Passion is important, too, both said.

"If you have the passion for doing it right, that's going to translate in so many ways, without having to be in words," Sklar said. "Setting an example, through the passion you have for doing something right, is as important as anything else you do, anywhere."

Of course, not everything one hears about a foreign culture turns out to be accurate. Sklar cited an example from Tokyo Disneyland.

"We were told that we had to redesign the Splash Mountain seats in Tokyo because Japanese women 1) wouldn't step on a seat that they were going to have to sit in and 2) they will not get wet," Sklar recalled.

"That was bulls--t. It was one of the most popular attractions that we've done in Tokyo."

Speaking of misconceptions, Steinberg wrapped up the panel by shooting down the talk that Disneyland Paris was a failure when it opened.

"The facts are that the park was a huge success. It wasn't the park that got into trouble. It was the people who built the concept of the whole development," Steinberg said.

"I'm not the one who decided to build 5,500 hotel rooms in the beginning. When they built the first park here [Walt Disney World], they built 750 rooms. And this was not next to Paris. I've been the hotel business, I wouldn't have built all those rooms" at Disneyland Paris, Steinberg said.

"I'm not the one who build 50,000 residences to get the land at a 'cheap' price. That wasn't a cheap price."

Steinberg was getting visibly riled by now.

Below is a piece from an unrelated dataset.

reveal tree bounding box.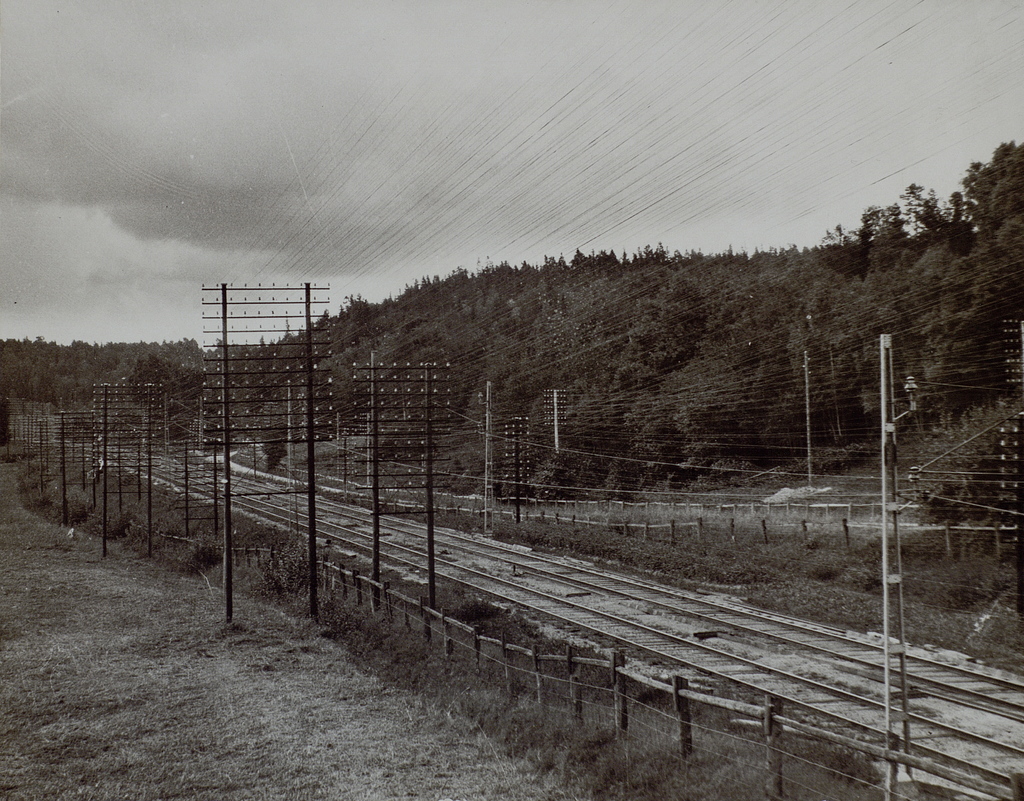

"We built the most success tourist attraction in Europe. It got in trouble not because of that park, and without that park, the rest of all that [stuff] they built would probably have gone into disrepair," Steinberg concluded, with a huff.

"Do you feel strongly about that?" Sklar asked, with another wry smile, as the audience broke into laughter and applause.

Replies (5)

November 17, 2010 at 9:50 PM · That Steinberg should be very proud of Disneyland Paris. It is truly the best designed MK style park I have ever seen. Very stylish!
November 18, 2010 at 9:40 AM · Weak Eurodisney defense. Both the parks and the hotels attract lots of visitors now despite very high prices. But Eurodisney still makes no money. Construction costs were just to high, thats on his shoes.
November 18, 2010 at 10:59 AM · Actually, theme park construction came in within a few percentage points of budget. It's the financing costs that are hurting EuroDisney now, due to the money the company had to borrow to see it through the lean early years. And that was due to the under-performing non-park stuff.
November 18, 2010 at 12:56 PM · Great article. I like the frankness of Steinberg. He's a true project manager. He cuts through some of the Disney silliness, like that whole "guest" vs. "customer" bit. The guest still pays when they enter, so don't try to dance around the proper term.
November 19, 2010 at 11:47 AM · I just wanted to say that these types of posts are some of my favorites... getting a small inside look at what goes on in the minds of Imagineers, Execs, Management, etc.

Wish I could have been at this panel, but maybe I'll find something at D23 Expo!